VW Has 800 Million Reasons to Consider an Audi Plant in the U.S.

(Bloomberg) -- Making Audis in the U.S. could help Volkswagen AG protect almost $800 million in profit that its luxury-car unit reaps from the world’s second-biggest automotive market.

Audi generated 5.06 billion euros ($5.7 billion) of global operating income last year, excluding items, making it the biggest single contributor to Volkswagen’s overall profit. About 700 million euros of the brand’s earnings before interest and taxes, or 15 percent of its total, comes from the U.S., estimates Michael Dean, an analyst with Bloomberg Intelligence.

VW Has 800 Million Reasons to Consider an Audi Plant in the U.S.

The sum would be essentially wiped out if President Donald Trump followed through with a threat to impose a 25 percent duty on automotive imports from the European Union, BI estimates. VW Chief Executive Officer Herbert Diess and other German car executives met with President Donald Trump on Tuesday in a bid to prevent the move.

Diess floated a number of options to increase U.S. output, including building a new plant or locating some production in Ford Motor Co. factories. Volkswagen is in advanced negotiations to expand the work at its plant in Chattanooga, Tennessee, which still has extra capacity, but there are other options as well, Diess said.

"We need additional capacity here in the United States,” Diess said Tuesday. “We need an additional car plant for Volkswagen and Audi combined.”

For Audi, a U.S. factory would help narrow the gap with Daimler AG’s Mercedes-Benz unit and BMW AG in terms of global reach. Audi has been the market leader in China for years, but a spat with dealers hurt deliveries last year. In Europe, the manufacturer is struggling to draw a line under the 3-year-old diesel-emissions scandal.

But the brand has been expanding in the U.S., and making SUVs there would give VW some insurance that its flow of profit from the region won’t be interrupted should trade disputes linger or crop up again after the current round is settled.

“It would make sense to make the Q7, Q8 in the U.S., given it’s a key market for these cars, which sets up the potential for all the big SUVs to be made there, including the Porsche Cayenne,” Dean said in an interview. While smaller than VW brand or Audi, Porsche delivers the highest profit margins of any VW unit.

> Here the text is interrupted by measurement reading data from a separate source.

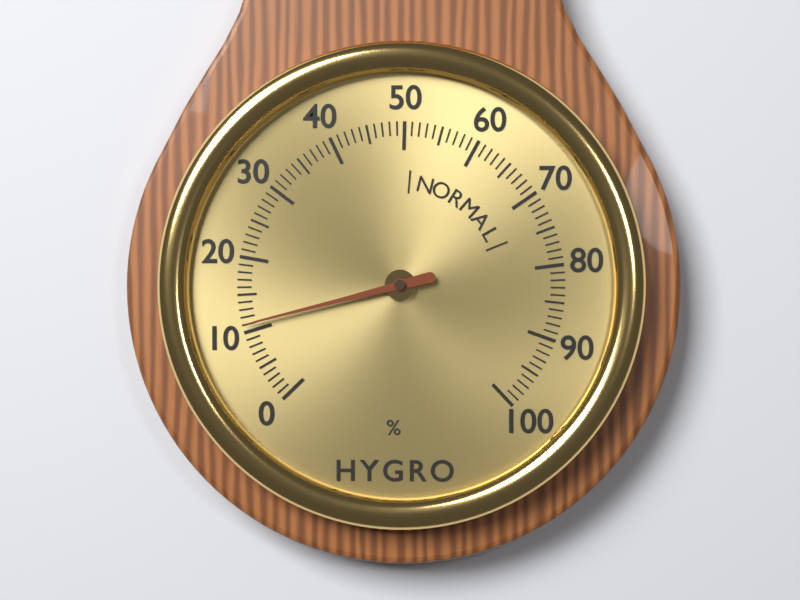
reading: 11 %
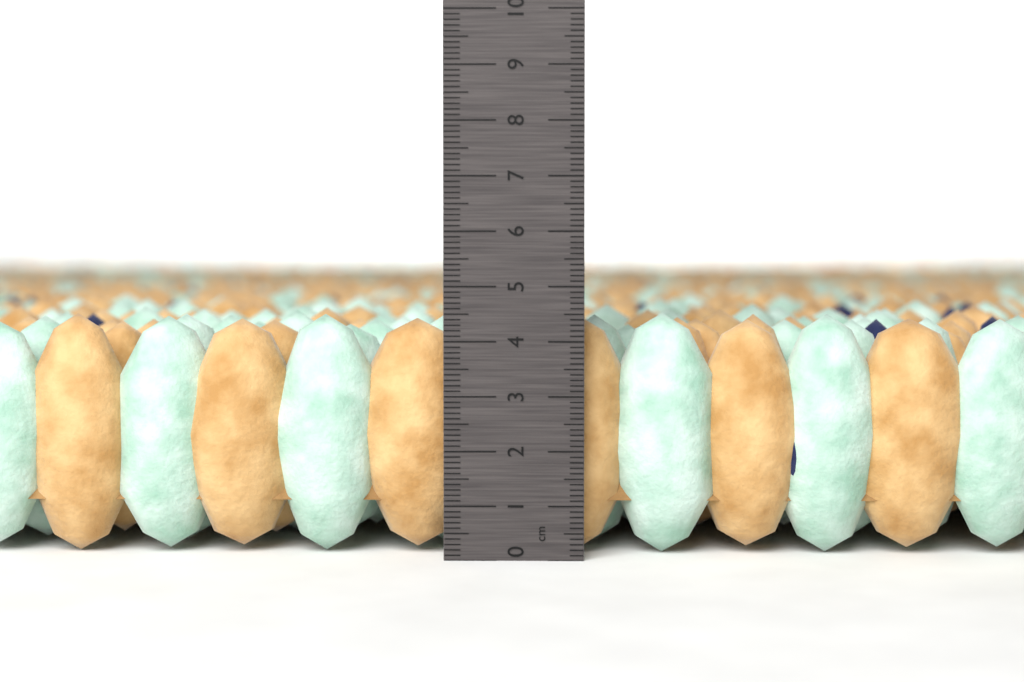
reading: 4.5 cm
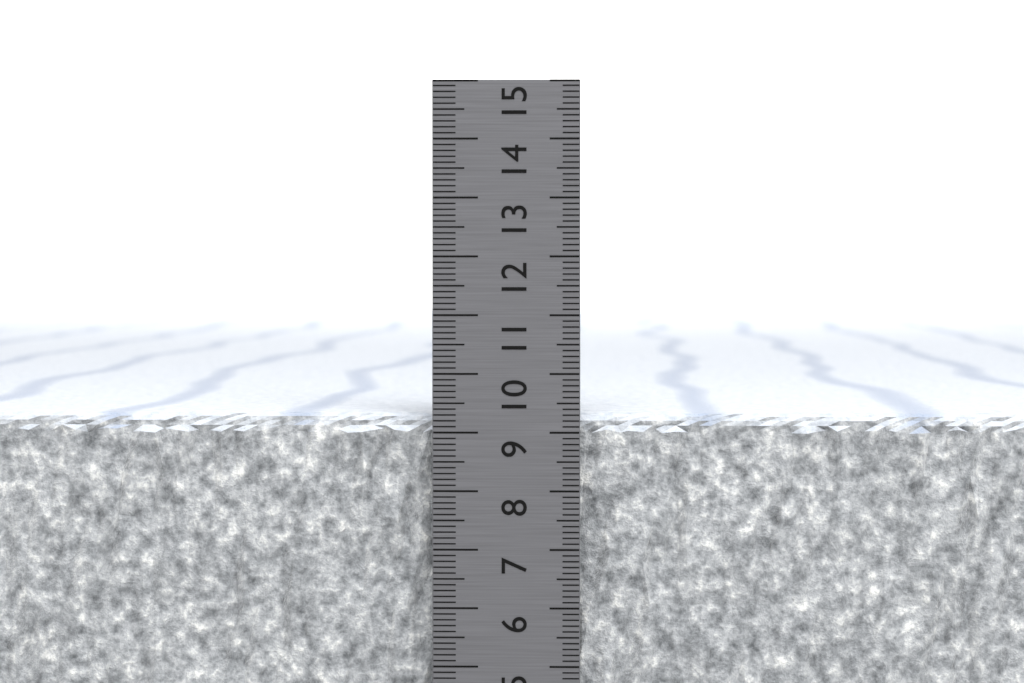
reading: 9.3 cm
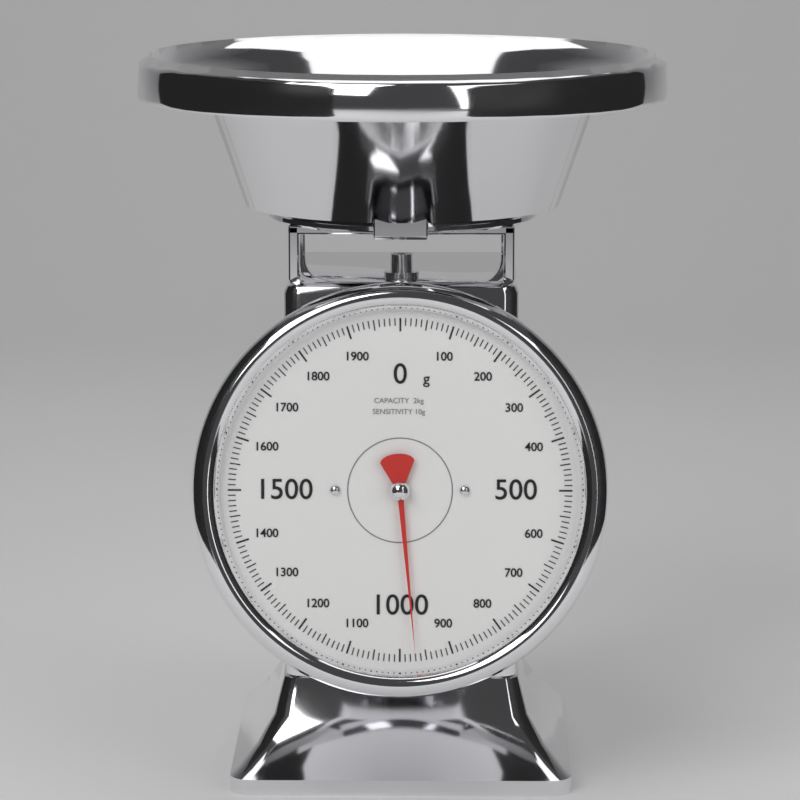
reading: 970 g
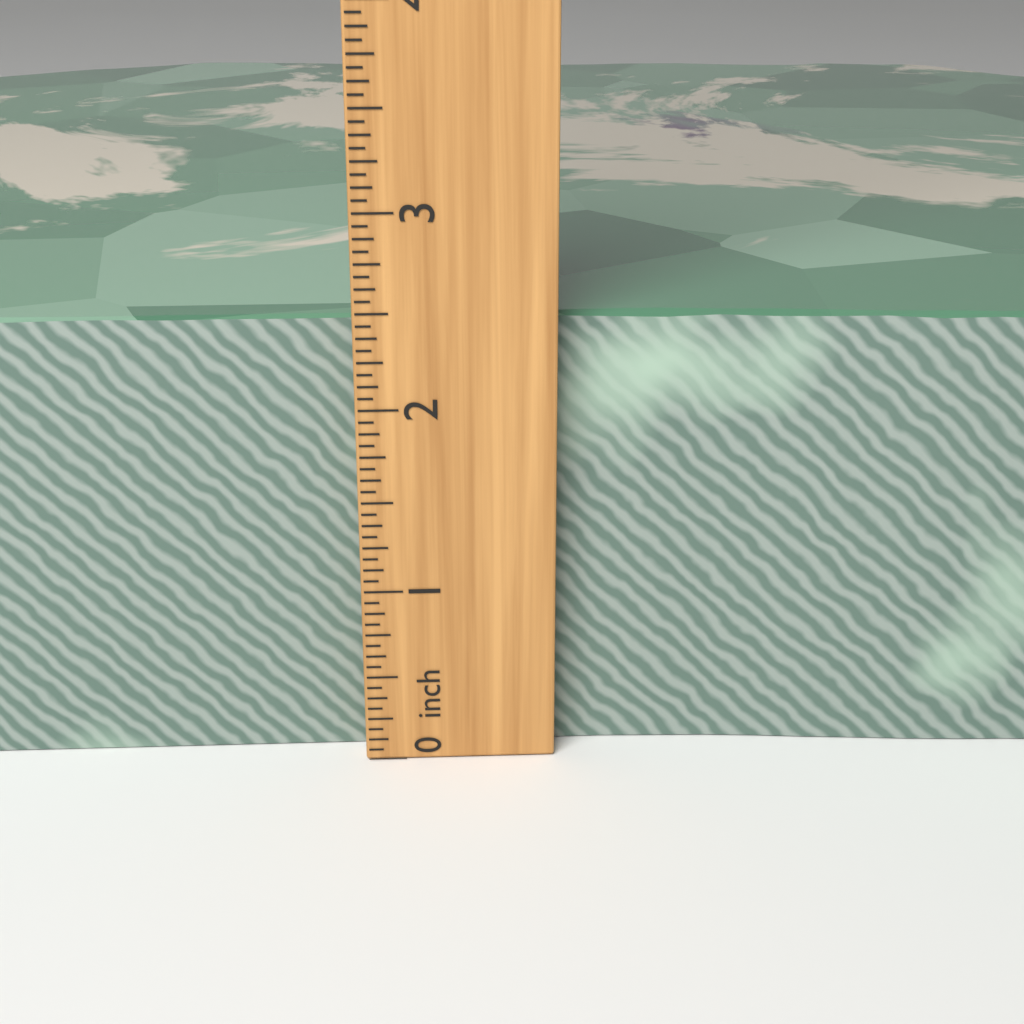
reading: 2.4375 inch
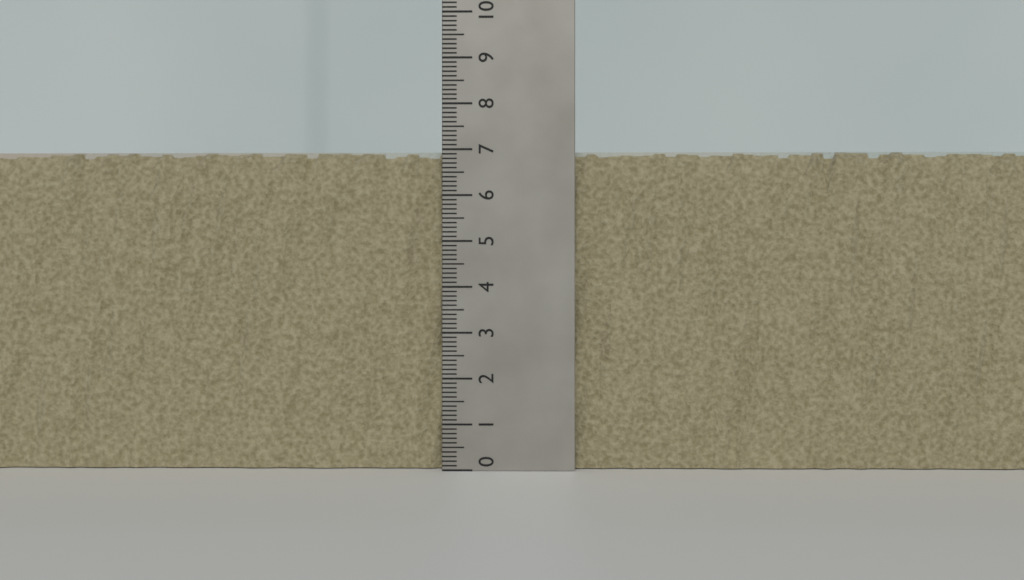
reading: 7.0 (no unit)
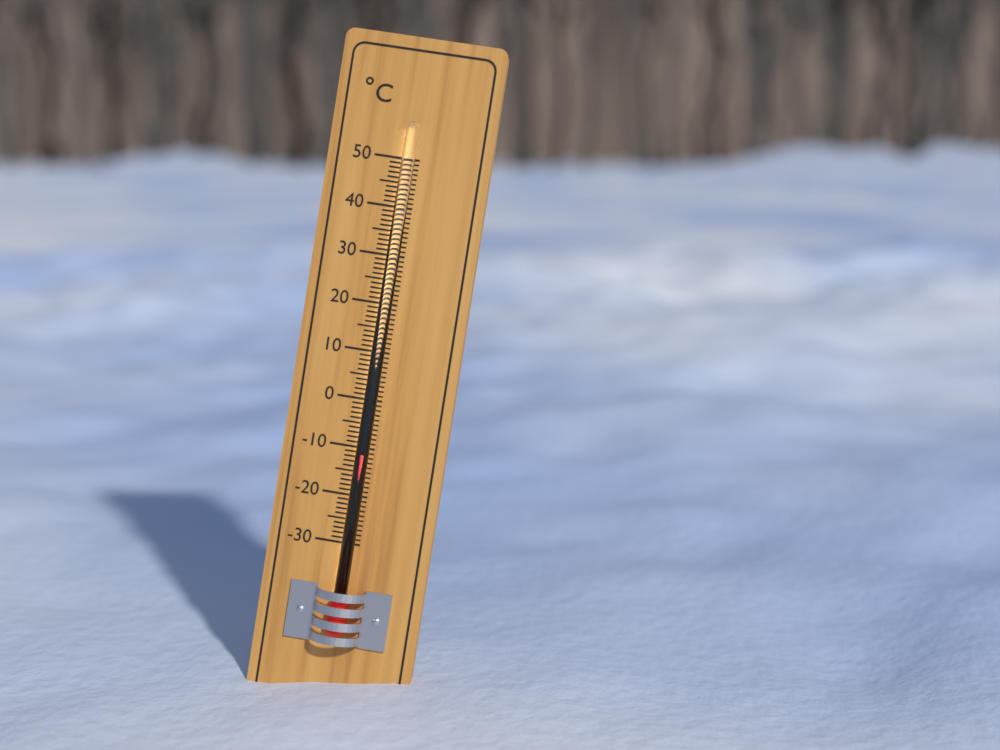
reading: -11 °C
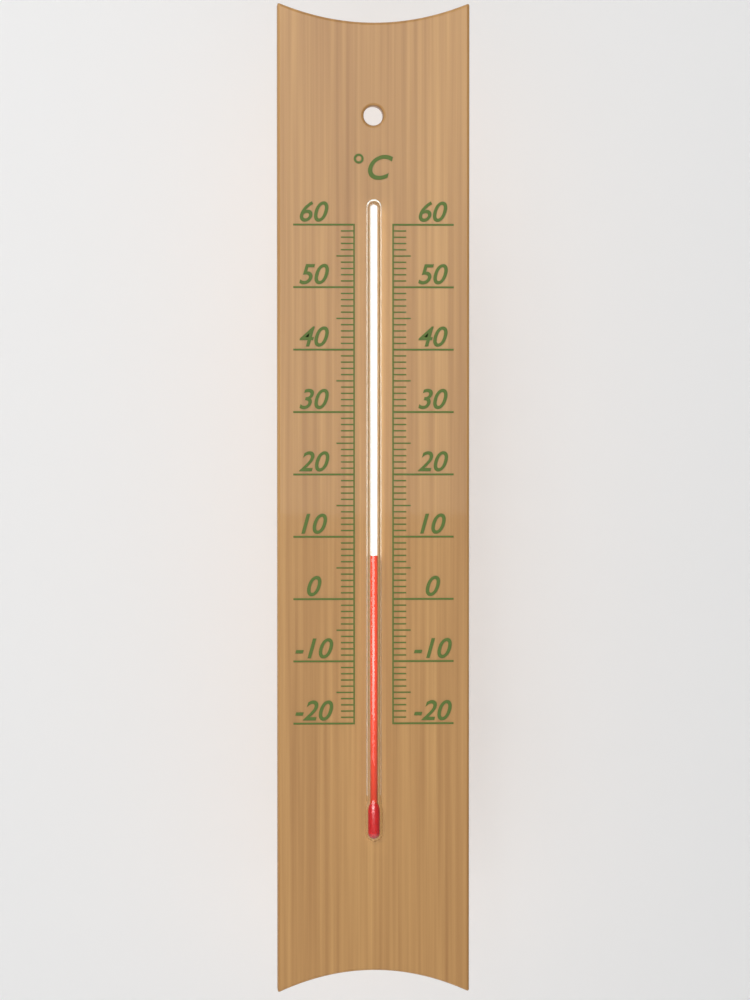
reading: 7 °C
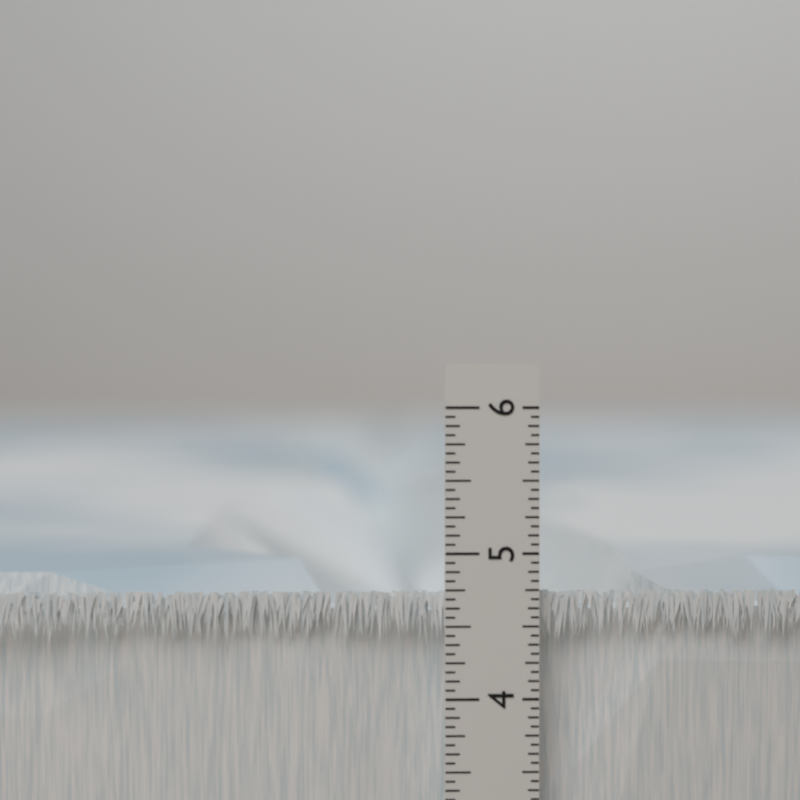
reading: 4.7500 in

No decision is imminent, Audi strategy chief Roland Villinger said Wednesday. The brand’s growing presence in North America and the gradual rollout of new technology shared across the VW group work in favor of eventually establishing local production, he said.

“It’s something we’re looking into frequently,” Villinger told Bloomberg at the Handelsblatt auto industry conference in Wolfsburg, Germany.